Michigan State added 7th year, starting at $7.25M, to land former Oregon State coach Jonathan Smith
By LARRY LAGE
AP Sports Writer
EAST LANSING, Mich. (AP) — Michigan State had enough competition from Power Five college football teams also hoping to hire Jonathan Smith that it added a seventh year to his contract, helping a shaken program land the former Oregon State coach.
“I was nervous a couple weeks ago because there were jobs that were talking about being open — and there were jobs that were open — that were looking at him,” athletic director Alan Haller said Tuesday, adding that Smith will make $7.25 million in his first season. “I had to step up my pursuit.”
The Spartans had a lot at stake to get it right.
They’re coming off a 4-8 season stunted by a scandal that led to Mel Tucker being fired and entering a year with the Big Ten expanding to include Oregon, Washington, USC and UCLA from the Pac-12.
“There’s no other Big Ten coach that is going to have that jump-start on those four schools,” said Haller, who interviewed 12 coaching candidates at least once.
Smith will need all the help he can get because Michigan State has had only one winning season in four years.
The program’s history is marked by inconsistency, showing it can win 36 games and two conference titles in a three-year span as former coach Mark Dantonio did, and yet failing to sustain success in any decade since joining the Big Ten in 1953.
“A lot of us in this room understand, this is going to take some work,” Smith said at his introductory news conference at the Breslin Center. “I am definitely excited and up for the challenge — and the opportunity.”
Smith is scheduled to get a $100,000 raise in each year of his contract, getting $7.85 million for his seventh season in 2030.
This will not be Smith’s first shot at turning around a team, and the Spartans who stay and those who choose to come will hear his mantra, “low ego, high output,” early and often.
Oregon State was winless in conference play and had only one victory the year before it brought Smith back to campus.
“The place was not having a ton of success, had some turmoil,” he recalled.
The Beavers were just 2-10 in 2018 during Smith’s first season and improved enough under him to win 25 games over the last three seasons of his six-year stay. He won 10 games last year, sharing Pac-12 Coach of the Year honors, and finished with a 34-35 record over six seasons at his alma mater.
The 44-year-old Smith was born in Pasadena, California, a mile from the Rose Bowl. He went to Oregon State as a walk-on and became a two-year captain and starting quarterback for Mike Riley and Dennis Erickson, coaches he worked for at the school as a graduate assistant.
Smith coached quarterbacks at Idaho, Montana and Boise State, where he coached with Chris Petersen and left with him to call plays as his offensive coordinator at Washington.
“I like that he’s a regular guy,” Michigan State basketball coach Tom Izzo said. “I like that he was a walk-on, who has been through the process, starting as a grad assistant. It reminds me of myself.”
During Smith’s first 48 hours at Michigan State, he had dinner with Izzo and spent time with the last coach to turn the football program around.
Dantonio — who retired in 2020 but returned to the coaching staff after Tucker’s firing — inherited a team coming off three losing seasons under John L. Smith, and surpassed Duffy Daugherty as the school’s all-time winningest coach while winning three Big Ten titles from 2007 to 2019.
“I had an opportunity to sit down with coach Smith for an hour and I was impressed,” Dantonio said. “He’s got a good plan moving forward and you can tell he’s a meticulous person who can carry out his plan because he’s done it before.”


• _Try it_
Exactly as they appear, transcribe the entries and skip any pictures.
───── Dataset ─────
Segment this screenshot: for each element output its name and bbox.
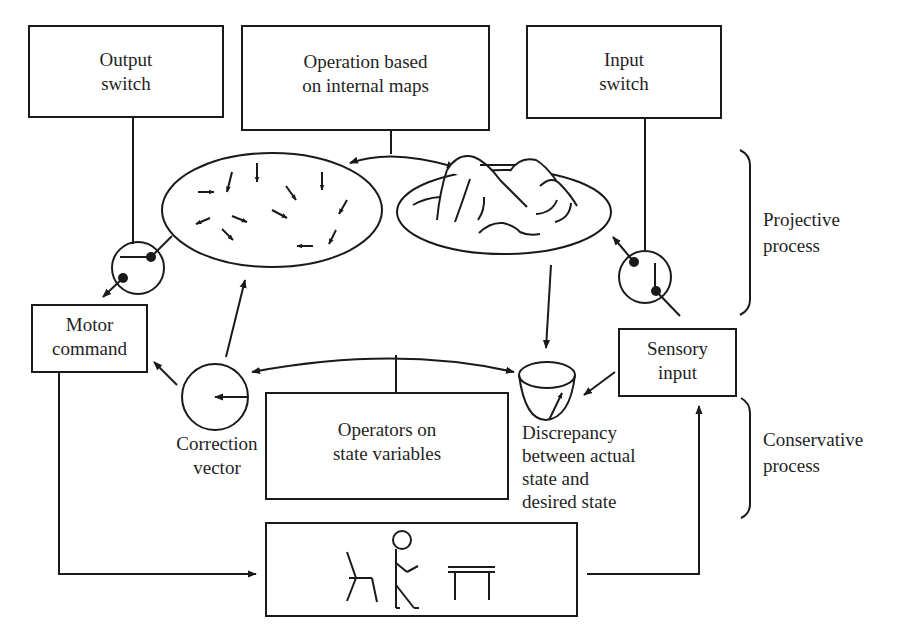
correction-line1: Correction xyxy=(152,432,282,456)
vector-field-arrows xyxy=(196,163,347,246)
conservative-line1: Conservative xyxy=(763,427,863,453)
operation-line1: Operation based xyxy=(242,50,489,74)
projective-line2: process xyxy=(763,233,840,259)
operation-double-arrow xyxy=(350,156,455,167)
correction-vector-label: Correction vector xyxy=(152,432,282,480)
input-switch-label: Input switch xyxy=(527,48,721,96)
output-switch-line1: Output xyxy=(29,48,223,72)
output-switch-line2: switch xyxy=(29,72,223,96)
discrepancy-line4: desired state xyxy=(522,490,635,513)
terrain-mountains xyxy=(447,156,577,207)
input-switch-line1: Input xyxy=(527,48,721,72)
motor-command-line2: command xyxy=(32,337,147,361)
discrepancy-line2: between actual xyxy=(522,444,635,467)
output-switch-label: Output switch xyxy=(29,48,223,96)
projective-bracket xyxy=(740,150,750,315)
stick-figure-icon xyxy=(393,531,419,608)
sensory-input-line1: Sensory xyxy=(619,337,736,361)
discrepancy-line3: state and xyxy=(522,467,635,490)
discrepancy-label: Discrepancy between actual state and des… xyxy=(522,421,635,513)
correction-line2: vector xyxy=(152,456,282,480)
operators-line2: state variables xyxy=(266,442,508,466)
conservative-line2: process xyxy=(763,453,863,479)
projective-process-label: Projective process xyxy=(763,207,840,259)
operators-line1: Operators on xyxy=(266,418,508,442)
discrepancy-line1: Discrepancy xyxy=(522,421,635,444)
projective-line1: Projective xyxy=(763,207,840,233)
discrepancy-bowl xyxy=(519,362,575,420)
conservative-bracket xyxy=(741,398,750,518)
environment-box xyxy=(266,523,577,616)
output-switch-circle xyxy=(112,242,164,294)
input-switch-circle xyxy=(619,251,671,303)
input-switch-line2: switch xyxy=(527,72,721,96)
table-icon xyxy=(448,567,495,600)
operation-line2: on internal maps xyxy=(242,74,489,98)
operation-label: Operation based on internal maps xyxy=(242,50,489,98)
motor-command-label: Motor command xyxy=(32,313,147,361)
conservative-process-label: Conservative process xyxy=(763,427,863,479)
motor-command-line1: Motor xyxy=(32,313,147,337)
sensory-input-line2: input xyxy=(619,361,736,385)
chair-icon xyxy=(347,552,377,602)
operators-double-arrow xyxy=(252,359,514,373)
sensory-input-label: Sensory input xyxy=(619,337,736,385)
operators-label: Operators on state variables xyxy=(266,418,508,466)
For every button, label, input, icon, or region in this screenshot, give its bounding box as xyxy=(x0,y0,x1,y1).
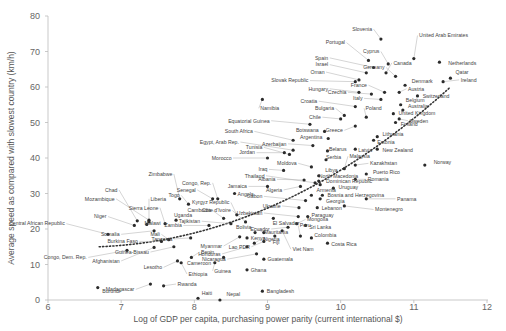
point-label: Guinea xyxy=(214,268,231,274)
data-point xyxy=(302,178,305,181)
point-label: Equatorial Guinea xyxy=(228,118,270,124)
point-label: Ireland xyxy=(461,77,477,83)
y-tick-label: 70 xyxy=(30,47,40,57)
data-point xyxy=(357,78,360,81)
point-label: Bulgaria xyxy=(315,105,334,111)
point-label: Gabon xyxy=(247,193,263,199)
point-label: Haiti xyxy=(202,290,212,296)
data-point xyxy=(310,165,313,168)
data-point xyxy=(288,153,291,156)
point-label: Israel xyxy=(316,61,329,67)
data-point xyxy=(449,77,452,80)
data-point xyxy=(229,222,232,225)
data-point xyxy=(207,224,210,227)
data-point xyxy=(379,37,382,40)
point-label: Guatemala xyxy=(268,256,293,262)
leader-line xyxy=(386,67,396,76)
data-point xyxy=(321,194,324,197)
leader-line xyxy=(282,206,299,208)
data-point xyxy=(292,149,295,152)
point-label: Sierra Leone xyxy=(129,205,159,211)
point-label: Central African Republic xyxy=(9,220,65,226)
x-tick-label: 12 xyxy=(482,302,492,312)
point-label: Afghanistan xyxy=(92,258,120,264)
leader-line xyxy=(277,179,304,180)
data-point xyxy=(319,183,322,186)
data-point xyxy=(133,224,136,227)
point-label: Namibia xyxy=(260,105,279,111)
data-point xyxy=(162,284,165,287)
point-label: United Kingdom xyxy=(399,110,436,116)
point-label: Malawi xyxy=(145,220,161,226)
point-label: United Arab Emirates xyxy=(419,32,468,38)
point-label: Fiji xyxy=(273,239,280,245)
point-label: Italy xyxy=(353,95,363,101)
leader-line xyxy=(227,254,256,259)
data-point xyxy=(174,219,177,222)
point-label: France xyxy=(351,82,367,88)
leader-line xyxy=(269,169,284,170)
data-point xyxy=(399,103,402,106)
y-tick-label: 50 xyxy=(30,118,40,128)
x-tick-label: 7 xyxy=(119,302,124,312)
point-label: Congo, Rep. xyxy=(182,180,211,186)
point-label: Iraq xyxy=(259,166,268,172)
point-label: Rwanda xyxy=(178,281,197,287)
point-label: Poland xyxy=(366,105,382,111)
data-point xyxy=(222,217,225,220)
point-label: Germany xyxy=(363,64,385,70)
point-label: Serbia xyxy=(326,154,341,160)
point-label: Tanzania xyxy=(152,236,173,242)
leader-line xyxy=(330,65,367,73)
data-point xyxy=(372,139,375,142)
data-point xyxy=(354,164,357,167)
leader-line xyxy=(271,121,310,125)
point-label: Bolivia xyxy=(236,224,251,230)
leader-line xyxy=(344,206,373,210)
y-ticks: 01020304050607080 xyxy=(30,11,48,305)
x-tick-label: 10 xyxy=(336,302,346,312)
data-point xyxy=(96,286,99,289)
leader-line xyxy=(174,238,191,239)
data-point xyxy=(367,59,370,62)
data-point xyxy=(261,290,264,293)
point-label: Qatar xyxy=(456,69,469,75)
data-point xyxy=(266,156,269,159)
point-label: South Africa xyxy=(225,128,253,134)
leader-line xyxy=(264,213,298,217)
x-axis-label: Log of GDP per capita, purchasing power … xyxy=(133,314,402,324)
leader-line xyxy=(254,131,293,140)
point-label: Ethiopia xyxy=(189,271,208,277)
point-label: Chad xyxy=(105,187,118,193)
point-label: Kyrgyz Republic xyxy=(192,199,230,205)
point-label: Ukraine xyxy=(263,203,281,209)
point-label: Egypt, Arab Rep. xyxy=(200,139,239,145)
point-label: Bangladesh xyxy=(267,288,295,294)
leader-line xyxy=(368,85,384,92)
data-point xyxy=(299,235,302,238)
point-label: Moldova xyxy=(277,160,297,166)
data-point xyxy=(326,242,329,245)
data-point xyxy=(297,215,300,218)
leader-line xyxy=(136,284,151,289)
data-point xyxy=(354,105,357,108)
point-label: Montenegro xyxy=(375,206,403,212)
y-axis-label: Average speed as compared with slowest c… xyxy=(6,51,16,265)
point-label: Togo xyxy=(168,192,179,198)
point-label: Guinea-Bissau xyxy=(115,249,149,255)
point-label: Madagascar xyxy=(106,286,135,292)
data-point xyxy=(304,199,307,202)
point-label: Zimbabwe xyxy=(148,171,172,177)
data-point xyxy=(339,117,342,120)
data-point xyxy=(187,203,190,206)
chart-canvas: 01020304050607080 6789101112 BurundiCent… xyxy=(0,0,506,331)
point-labels: BurundiCentral African RepublicCongo, De… xyxy=(9,26,477,298)
data-point xyxy=(365,71,368,74)
point-label: Sweden xyxy=(409,118,428,124)
point-label: Paraguay xyxy=(311,212,334,218)
data-point xyxy=(218,298,221,301)
point-label: Argentina xyxy=(300,134,322,140)
data-point xyxy=(149,282,152,285)
point-label: Ghana xyxy=(251,267,267,273)
data-point xyxy=(313,181,316,184)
─────
• _Reply_
Segment this screenshot: for each element output its name and bbox.
correction-line1: Correction xyxy=(152,432,282,456)
vector-field-arrows xyxy=(196,163,347,246)
conservative-line1: Conservative xyxy=(763,427,863,453)
operation-line1: Operation based xyxy=(242,50,489,74)
projective-line2: process xyxy=(763,233,840,259)
operation-double-arrow xyxy=(350,156,455,167)
correction-vector-label: Correction vector xyxy=(152,432,282,480)
input-switch-label: Input switch xyxy=(527,48,721,96)
output-switch-line1: Output xyxy=(29,48,223,72)
output-switch-line2: switch xyxy=(29,72,223,96)
discrepancy-line4: desired state xyxy=(522,490,635,513)
terrain-mountains xyxy=(447,156,577,207)
input-switch-line1: Input xyxy=(527,48,721,72)
motor-command-line2: command xyxy=(32,337,147,361)
discrepancy-line2: between actual xyxy=(522,444,635,467)
output-switch-label: Output switch xyxy=(29,48,223,96)
projective-bracket xyxy=(740,150,750,315)
stick-figure-icon xyxy=(393,531,419,608)
sensory-input-line1: Sensory xyxy=(619,337,736,361)
discrepancy-line3: state and xyxy=(522,467,635,490)
discrepancy-label: Discrepancy between actual state and des… xyxy=(522,421,635,513)
correction-line2: vector xyxy=(152,456,282,480)
operators-line2: state variables xyxy=(266,442,508,466)
conservative-line2: process xyxy=(763,453,863,479)
projective-process-label: Projective process xyxy=(763,207,840,259)
operators-line1: Operators on xyxy=(266,418,508,442)
discrepancy-line1: Discrepancy xyxy=(522,421,635,444)
projective-line1: Projective xyxy=(763,207,840,233)
discrepancy-bowl xyxy=(519,362,575,420)
conservative-bracket xyxy=(741,398,750,518)
environment-box xyxy=(266,523,577,616)
output-switch-circle xyxy=(112,242,164,294)
input-switch-circle xyxy=(619,251,671,303)
input-switch-line2: switch xyxy=(527,72,721,96)
table-icon xyxy=(448,567,495,600)
operation-line2: on internal maps xyxy=(242,74,489,98)
operation-label: Operation based on internal maps xyxy=(242,50,489,98)
motor-command-label: Motor command xyxy=(32,313,147,361)
conservative-process-label: Conservative process xyxy=(763,427,863,479)
motor-command-line1: Motor xyxy=(32,313,147,337)
sensory-input-line2: input xyxy=(619,361,736,385)
chair-icon xyxy=(347,552,377,602)
operators-double-arrow xyxy=(252,359,514,373)
sensory-input-label: Sensory input xyxy=(619,337,736,385)
operators-label: Operators on state variables xyxy=(266,418,508,466)
For every button, label, input, icon, or region in this screenshot, give its bounding box as xyxy=(x0,y0,x1,y1).
point-label: Guinea xyxy=(214,268,231,274)
data-point xyxy=(302,178,305,181)
point-label: Equatorial Guinea xyxy=(228,118,270,124)
point-label: Ireland xyxy=(461,77,477,83)
y-tick-label: 70 xyxy=(30,47,40,57)
data-point xyxy=(357,78,360,81)
point-label: Bulgaria xyxy=(315,105,334,111)
point-label: Gabon xyxy=(247,193,263,199)
point-label: Haiti xyxy=(202,290,212,296)
data-point xyxy=(310,165,313,168)
data-point xyxy=(288,153,291,156)
point-label: Israel xyxy=(316,61,329,67)
data-point xyxy=(449,77,452,80)
data-point xyxy=(229,222,232,225)
data-point xyxy=(207,224,210,227)
data-point xyxy=(379,37,382,40)
point-label: Guatemala xyxy=(268,256,293,262)
leader-line xyxy=(386,67,396,76)
data-point xyxy=(321,194,324,197)
leader-line xyxy=(282,206,299,208)
data-point xyxy=(292,149,295,152)
point-label: Sierra Leone xyxy=(129,205,159,211)
point-label: Central African Republic xyxy=(9,220,65,226)
x-tick-label: 12 xyxy=(482,302,492,312)
point-label: Afghanistan xyxy=(92,258,120,264)
leader-line xyxy=(277,179,304,180)
data-point xyxy=(319,183,322,186)
data-point xyxy=(133,224,136,227)
point-label: Namibia xyxy=(260,105,279,111)
data-point xyxy=(162,284,165,287)
point-label: United Kingdom xyxy=(399,110,436,116)
point-label: Malawi xyxy=(145,220,161,226)
point-label: United Arab Emirates xyxy=(419,32,468,38)
point-label: Fiji xyxy=(273,239,280,245)
point-label: Italy xyxy=(353,95,363,101)
leader-line xyxy=(227,254,256,259)
data-point xyxy=(174,219,177,222)
point-label: France xyxy=(351,82,367,88)
leader-line xyxy=(269,169,284,170)
data-point xyxy=(399,103,402,106)
y-tick-label: 50 xyxy=(30,118,40,128)
x-tick-label: 7 xyxy=(119,302,124,312)
point-label: Congo, Rep. xyxy=(182,180,211,186)
point-label: Iraq xyxy=(259,166,268,172)
point-label: Rwanda xyxy=(178,281,197,287)
point-label: Poland xyxy=(366,105,382,111)
data-point xyxy=(222,217,225,220)
point-label: Germany xyxy=(363,64,385,70)
point-label: Serbia xyxy=(326,154,341,160)
point-label: Tanzania xyxy=(152,236,173,242)
leader-line xyxy=(330,65,367,73)
data-point xyxy=(372,139,375,142)
data-point xyxy=(354,164,357,167)
leader-line xyxy=(271,121,310,125)
point-label: Bolivia xyxy=(236,224,251,230)
leader-line xyxy=(344,206,373,210)
y-ticks: 01020304050607080 xyxy=(30,11,48,305)
x-tick-label: 10 xyxy=(336,302,346,312)
data-point xyxy=(96,286,99,289)
leader-line xyxy=(174,238,191,239)
data-point xyxy=(367,59,370,62)
data-point xyxy=(261,290,264,293)
point-label: Qatar xyxy=(456,69,469,75)
data-point xyxy=(266,156,269,159)
point-label: South Africa xyxy=(225,128,253,134)
leader-line xyxy=(264,213,298,217)
x-axis-label: Log of GDP per capita, purchasing power … xyxy=(133,314,402,324)
leader-line xyxy=(254,131,293,140)
point-label: Ethiopia xyxy=(189,271,208,277)
point-label: Chad xyxy=(105,187,118,193)
point-label: Kyrgyz Republic xyxy=(192,199,230,205)
point-label: Ukraine xyxy=(263,203,281,209)
point-label: Egypt, Arab Rep. xyxy=(200,139,239,145)
point-label: Bangladesh xyxy=(267,288,295,294)
leader-line xyxy=(368,85,384,92)
data-point xyxy=(299,235,302,238)
point-label: Moldova xyxy=(277,160,297,166)
data-point xyxy=(326,242,329,245)
data-point xyxy=(297,215,300,218)
leader-line xyxy=(136,284,151,289)
data-point xyxy=(354,105,357,108)
point-label: Montenegro xyxy=(375,206,403,212)
y-axis-label: Average speed as compared with slowest c… xyxy=(6,51,16,265)
point-label: Togo xyxy=(168,192,179,198)
point-label: Guinea-Bissau xyxy=(115,249,149,255)
point-label: Madagascar xyxy=(106,286,135,292)
data-point xyxy=(304,199,307,202)
point-label: Zimbabwe xyxy=(148,171,172,177)
data-point xyxy=(339,117,342,120)
data-point xyxy=(187,203,190,206)
chart-canvas: 01020304050607080 6789101112 BurundiCent… xyxy=(0,0,506,331)
point-labels: BurundiCentral African RepublicCongo, De… xyxy=(9,26,477,298)
data-point xyxy=(365,71,368,74)
point-label: Sweden xyxy=(409,118,428,124)
point-label: Paraguay xyxy=(311,212,334,218)
data-point xyxy=(218,298,221,301)
point-label: Argentina xyxy=(300,134,322,140)
data-point xyxy=(149,282,152,285)
point-label: Ghana xyxy=(251,267,267,273)
data-point xyxy=(313,181,316,184)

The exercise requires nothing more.